When populating projects that contain a large number of documents it is possible that the same file may be uploaded multiple times leading to duplicate files within the system. This article describes the management of duplicate files in Opus 2 Platform. Some of this may be done automatically by the system, whereas other aspects of duplication management depends on manual user input.
Files are checked for duplicates on upload. If documents already exist in the project and have been successfully processed, then files in the new upload batch will be checked against all existing files in the project to see if they are duplicates. This is done first by checking the exact size value (in bytes) of the document in the upload dialog agains documents that have been uploaded to the project. If there is a size match then the uploaded document will have an MD5Hash value generated and a final check will be conducted between the MD5Hash value of the uploaded document and the document that already exists in the project. If the MD5Hash values match then the uploaded document will be flagged as a duplicate. The uploader will see a pop-up message advising that some of the files they have selected are already present in the project. They are then presented with the option to skip uploading or to continue.
Sometimes there are duplicate files in the same upload batch. If this is the case, it is not possible to detect duplicate documents on upload, as the system has not processed the documents yet.
If a large batch of files is being uploaded, it is sometimes advisable to upload these to the files page without publishing them as documents first, in order to check for duplicate files before publication.
On the files page, there is an option to check the full list of files, or an individual batch of files for 'exact duplicates'. Once this filter is on, the list can be sorted on filename, and the two duplicate files will appear in the list next to each other, allowing the user to delete one of the files before publishing as a document.
The above duplication check is limited to files that are duplicates in both content and filename. It is still possible for two files with different names but identical content to be published as documents as the above relies on manual detection based on file name. If this has happened it is possible to look for duplicate files on the documents page using the MD5Hash value of a document.
On the documents page, it is possible to search for duplicates of a specific documents by filtering on the MD5Hash field. This is a system field that displays the value for each document. Documents that are identical in content but have differing filenames still contain the same MD5Hash value.
To detect identical versions of a specific document, the MD5Hash value of that particular document can be entered as a text string into the 'Find' box at the top of the Documents table, and any duplicate documents will be displayed.
When uploading an email with attachments Opus 2 Platform will automatically extract out the attachments as individual documents. These will then be linked to the parent email via an automatically created relationship of type 'attachment'. If the attached documents already exist in the platform then rather than extracting the documents again and creating duplicates, only the email is uploaded and the existing documents are then linked to the email using the same 'attachment' relationship type. This is done automatically as part of the file ingestion process when the email file is unpacked. This information is not available during the initial upload of the email message.

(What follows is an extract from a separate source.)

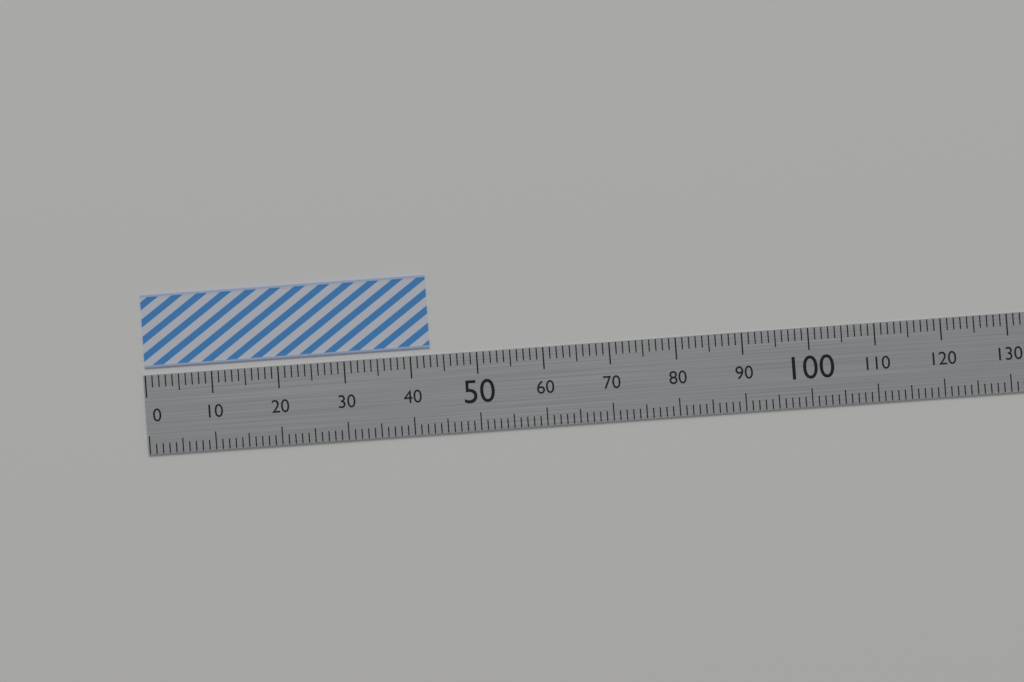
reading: 43 (no unit)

Only files that a user has access to are included in the duplicate detection process. If for example, user A uploads a file on the documents page and sets access control on it so that only they can see the document, and then user B uploads the same file with no access restrictions they will not see a warning that a duplicate exists within the project. However, if user A returns to the documents page they will now see that there is a duplicate of their file in the system. In general, users are only alerted to the presence of duplicates if they have access to both documents. This prevents users gaining information about the project that they would not otherwise have access to via the duplicate detection mechanism.